• WHAT IS NEEDED: Below are some entries. Repeat exactly the lines from the one with "pyautogui.click(x=<x>, y=<y>)" through the one with "The height and", and only those.

..........

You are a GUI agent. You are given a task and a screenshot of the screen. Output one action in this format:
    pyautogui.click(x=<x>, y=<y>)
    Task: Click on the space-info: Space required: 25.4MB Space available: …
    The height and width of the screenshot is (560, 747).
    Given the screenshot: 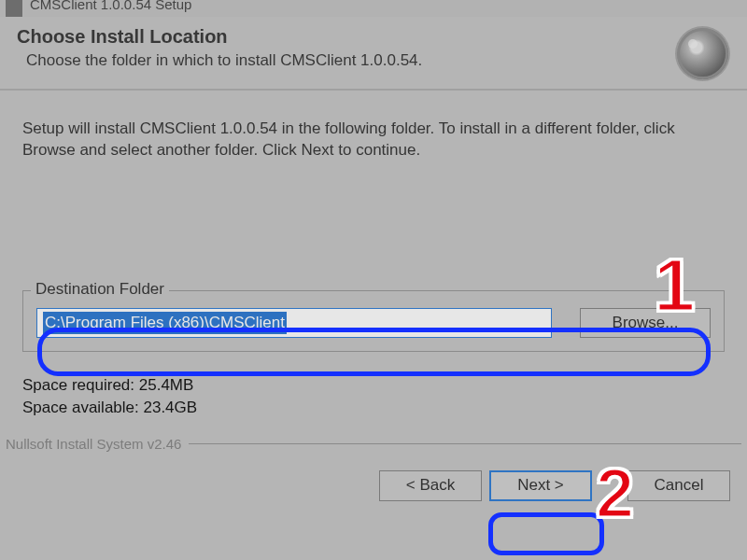 What is the action you would take?
    pyautogui.click(x=374, y=397)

..........

• WRITTEN RESPONSE:
    pyautogui.click(x=<x>, y=<y>)
    Task: Click on the space-info: Space required: 25.4MB Space available: …
    The height and width of the screenshot is (560, 747).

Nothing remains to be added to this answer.